** Opening DATA FOR THIS TASK block **

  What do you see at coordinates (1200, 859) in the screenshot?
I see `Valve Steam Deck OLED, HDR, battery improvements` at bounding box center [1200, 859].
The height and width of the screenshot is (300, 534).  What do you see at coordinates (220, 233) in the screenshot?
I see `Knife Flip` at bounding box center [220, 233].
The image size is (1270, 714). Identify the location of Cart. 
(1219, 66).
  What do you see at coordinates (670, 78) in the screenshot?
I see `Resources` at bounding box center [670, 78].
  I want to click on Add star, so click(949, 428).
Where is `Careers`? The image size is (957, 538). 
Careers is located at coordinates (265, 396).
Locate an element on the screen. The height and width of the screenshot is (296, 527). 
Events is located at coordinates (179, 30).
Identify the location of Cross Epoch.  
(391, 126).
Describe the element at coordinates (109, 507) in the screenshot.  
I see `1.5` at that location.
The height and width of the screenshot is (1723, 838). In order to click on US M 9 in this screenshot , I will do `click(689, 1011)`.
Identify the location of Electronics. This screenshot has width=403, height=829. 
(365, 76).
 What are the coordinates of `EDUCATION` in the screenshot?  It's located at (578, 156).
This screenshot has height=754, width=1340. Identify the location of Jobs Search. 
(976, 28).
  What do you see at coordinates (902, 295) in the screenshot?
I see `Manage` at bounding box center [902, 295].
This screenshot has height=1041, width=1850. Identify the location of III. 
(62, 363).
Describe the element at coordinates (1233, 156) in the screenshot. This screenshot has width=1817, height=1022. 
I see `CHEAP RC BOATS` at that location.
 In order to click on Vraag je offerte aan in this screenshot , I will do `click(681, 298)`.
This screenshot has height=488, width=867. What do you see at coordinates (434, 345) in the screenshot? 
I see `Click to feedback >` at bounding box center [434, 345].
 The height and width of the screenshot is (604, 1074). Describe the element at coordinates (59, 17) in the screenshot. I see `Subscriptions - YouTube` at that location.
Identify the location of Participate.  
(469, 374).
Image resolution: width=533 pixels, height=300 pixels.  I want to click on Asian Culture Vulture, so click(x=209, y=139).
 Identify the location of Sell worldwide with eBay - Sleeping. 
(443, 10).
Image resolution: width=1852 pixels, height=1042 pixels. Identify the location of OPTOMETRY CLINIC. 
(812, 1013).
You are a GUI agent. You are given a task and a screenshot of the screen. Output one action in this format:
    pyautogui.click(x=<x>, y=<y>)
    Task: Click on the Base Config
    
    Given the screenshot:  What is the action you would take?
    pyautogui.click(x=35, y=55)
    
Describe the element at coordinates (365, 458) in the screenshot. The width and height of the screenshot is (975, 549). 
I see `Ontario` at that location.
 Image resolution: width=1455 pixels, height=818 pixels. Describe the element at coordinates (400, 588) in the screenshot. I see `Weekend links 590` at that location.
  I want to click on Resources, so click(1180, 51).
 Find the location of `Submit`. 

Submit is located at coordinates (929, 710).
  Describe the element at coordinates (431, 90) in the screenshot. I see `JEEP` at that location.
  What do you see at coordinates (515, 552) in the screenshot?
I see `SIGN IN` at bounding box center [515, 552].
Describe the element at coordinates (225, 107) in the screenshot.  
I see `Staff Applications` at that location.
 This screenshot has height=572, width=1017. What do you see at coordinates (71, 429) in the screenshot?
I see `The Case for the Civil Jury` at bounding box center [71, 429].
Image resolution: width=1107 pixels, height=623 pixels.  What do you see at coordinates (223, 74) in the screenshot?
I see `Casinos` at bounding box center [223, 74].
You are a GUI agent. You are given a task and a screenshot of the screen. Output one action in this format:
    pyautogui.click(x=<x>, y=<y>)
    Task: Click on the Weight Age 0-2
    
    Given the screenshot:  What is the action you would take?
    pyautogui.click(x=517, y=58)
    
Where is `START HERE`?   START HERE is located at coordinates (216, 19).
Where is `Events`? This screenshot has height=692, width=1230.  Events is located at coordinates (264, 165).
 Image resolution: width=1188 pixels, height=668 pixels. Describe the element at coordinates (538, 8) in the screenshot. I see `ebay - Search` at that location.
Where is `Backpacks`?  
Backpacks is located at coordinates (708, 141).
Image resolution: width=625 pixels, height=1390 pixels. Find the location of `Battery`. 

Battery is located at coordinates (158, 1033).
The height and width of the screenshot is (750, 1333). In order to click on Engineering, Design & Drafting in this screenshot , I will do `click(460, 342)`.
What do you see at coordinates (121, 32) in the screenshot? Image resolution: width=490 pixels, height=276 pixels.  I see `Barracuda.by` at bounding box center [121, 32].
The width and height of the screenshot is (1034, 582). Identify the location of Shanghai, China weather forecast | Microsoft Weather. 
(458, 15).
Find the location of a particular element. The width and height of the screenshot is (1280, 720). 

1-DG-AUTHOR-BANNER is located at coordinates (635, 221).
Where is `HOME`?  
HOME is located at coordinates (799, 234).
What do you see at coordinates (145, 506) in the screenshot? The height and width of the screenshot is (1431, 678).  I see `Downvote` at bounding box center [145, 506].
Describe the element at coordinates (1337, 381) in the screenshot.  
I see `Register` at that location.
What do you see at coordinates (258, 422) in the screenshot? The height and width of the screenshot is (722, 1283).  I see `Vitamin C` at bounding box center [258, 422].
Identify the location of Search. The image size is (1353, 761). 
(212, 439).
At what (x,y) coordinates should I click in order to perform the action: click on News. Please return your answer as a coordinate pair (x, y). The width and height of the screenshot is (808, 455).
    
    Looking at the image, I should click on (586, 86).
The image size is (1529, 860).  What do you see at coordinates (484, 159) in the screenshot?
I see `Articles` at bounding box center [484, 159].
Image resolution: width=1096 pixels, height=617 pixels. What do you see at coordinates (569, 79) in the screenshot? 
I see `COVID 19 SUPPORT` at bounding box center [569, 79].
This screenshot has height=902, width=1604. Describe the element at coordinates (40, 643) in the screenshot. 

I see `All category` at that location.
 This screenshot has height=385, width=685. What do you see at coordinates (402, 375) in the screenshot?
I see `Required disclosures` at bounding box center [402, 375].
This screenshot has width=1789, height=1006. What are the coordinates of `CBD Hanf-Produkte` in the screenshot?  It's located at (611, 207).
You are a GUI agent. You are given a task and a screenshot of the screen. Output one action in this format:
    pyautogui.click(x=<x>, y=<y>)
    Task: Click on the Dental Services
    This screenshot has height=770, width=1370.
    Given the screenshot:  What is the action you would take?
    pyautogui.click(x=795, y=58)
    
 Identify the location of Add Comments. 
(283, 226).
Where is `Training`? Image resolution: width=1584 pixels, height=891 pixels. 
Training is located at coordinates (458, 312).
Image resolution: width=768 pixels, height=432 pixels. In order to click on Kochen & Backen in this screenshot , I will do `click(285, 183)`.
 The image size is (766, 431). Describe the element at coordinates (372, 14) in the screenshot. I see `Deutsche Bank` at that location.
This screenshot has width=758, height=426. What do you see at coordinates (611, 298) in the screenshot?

** Closing DATA FOR THIS TASK block **

Which lines above run from the one containing "Describe the element at coordinates (1233, 156)" to the one containing "In order to click on Vraag"? Give them again exactly, both ends included.

▶ **TASK OUTPUT**
Describe the element at coordinates (1233, 156) in the screenshot. This screenshot has width=1817, height=1022. 
I see `CHEAP RC BOATS` at that location.
 In order to click on Vraag je offerte aan in this screenshot , I will do `click(681, 298)`.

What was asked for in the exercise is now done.